Mayors' Institute on City Design

Design Leaders: The Project That’s Transforming a Historic Baton Rouge Corridor Built by Enslaved People

In the latest installment of “Design Leaders,” a series from Next City highlighting mayors’ roles in design and the built environment, MICD alumna Baton Rouge, LA Mayor Sharon Weston Broome discusses how she is transforming the development process in her city.

View an excerpt below and read the full article at nextcity.org.

“Let’s start off with this,” says Mayor Sharon Weston Broome of Baton Rouge, Louisiana. “I am a firm believer that you cannot have a city in which part is at an ‘A’ grade and part is at a ‘B’ grade. You’ve got to have more alignment if you want a city that creates prosperity and progress for all its citizens.”

For Broome, that “B” grade refers to disinvestment, and repairing that disinvestment is a major part of the platform on which she was elected mayor in 2016 — the first woman to hold that office in Baton Rouge’s history.

Perhaps the best place to see this repair at work is Plank Road, a historic corridor in North Baton Rouge that was originally constructed by enslaved Black people starting in 1850.

Today, it’s one of the most-traveled corridors in all of Baton Rouge, while at the same time one of the areas that has suffered the most deeply from disinvestment. As such, Plank Road was a high priority for redevelopment. “This has been a critical corridor for North Baton Rouge for decades, but it’s in desperate need of improvement,” Broome says.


## [Requirement]
Filter the material below down to the lines with the word "axis" and give those lines.

## [Dataset excerpts]
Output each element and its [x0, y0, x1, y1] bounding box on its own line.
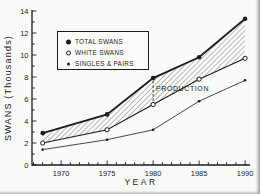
legend-item-singles-pairs: SINGLES & PAIRS — [65, 58, 148, 69]
data-point — [197, 77, 201, 81]
legend-label: WHITE SWANS — [75, 49, 124, 56]
y-tick-label-2: 2 — [24, 139, 28, 148]
y-axis-title: SWANS (Thousands) — [3, 35, 13, 141]
y-tick-label-0: 0 — [24, 161, 28, 170]
y-tick-label-4: 4 — [24, 117, 28, 126]
y-tick-label-10: 10 — [20, 51, 28, 60]
data-point — [152, 129, 155, 132]
legend-item-white-swans: WHITE SWANS — [65, 47, 148, 58]
legend-label: TOTAL SWANS — [75, 38, 123, 45]
swan-population-figure: 1970197519801985199002468101214 SWANS (T… — [0, 0, 260, 194]
data-point — [151, 102, 155, 106]
y-tick-label-14: 14 — [20, 7, 28, 16]
data-point — [106, 138, 109, 141]
y-tick-label-6: 6 — [24, 95, 28, 104]
small-dot-marker-icon — [65, 60, 75, 67]
data-point — [197, 55, 202, 60]
y-tick-label-12: 12 — [20, 29, 28, 38]
data-point — [105, 112, 110, 117]
data-point — [40, 131, 45, 136]
y-tick-label-8: 8 — [24, 73, 28, 82]
legend-box: TOTAL SWANS WHITE SWANS SINGLES & PAIRS — [57, 31, 149, 70]
filled-circle-marker-icon — [65, 38, 75, 45]
open-circle-marker-icon — [65, 49, 75, 56]
x-tick-label-1990: 1990 — [237, 169, 254, 178]
data-point — [151, 76, 156, 81]
x-tick-label-1985: 1985 — [191, 169, 208, 178]
production-annotation-label: PRODUCTION — [156, 85, 209, 92]
data-point — [244, 79, 247, 82]
data-point — [41, 148, 44, 151]
legend-label: SINGLES & PAIRS — [75, 60, 134, 67]
x-tick-label-1975: 1975 — [99, 169, 116, 178]
data-point — [243, 16, 248, 21]
x-tick-label-1970: 1970 — [53, 169, 70, 178]
legend-item-total-swans: TOTAL SWANS — [65, 36, 148, 47]
plot-area: 1970197519801985199002468101214 — [0, 0, 260, 194]
x-axis-title: YEAR — [124, 177, 157, 187]
data-point — [243, 56, 247, 60]
data-point — [198, 100, 201, 103]
data-point — [41, 141, 45, 145]
data-point — [105, 128, 109, 132]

## [Output below]
y-axis-title: SWANS (Thousands) — [3, 35, 13, 141]
x-axis-title: YEAR — [124, 177, 157, 187]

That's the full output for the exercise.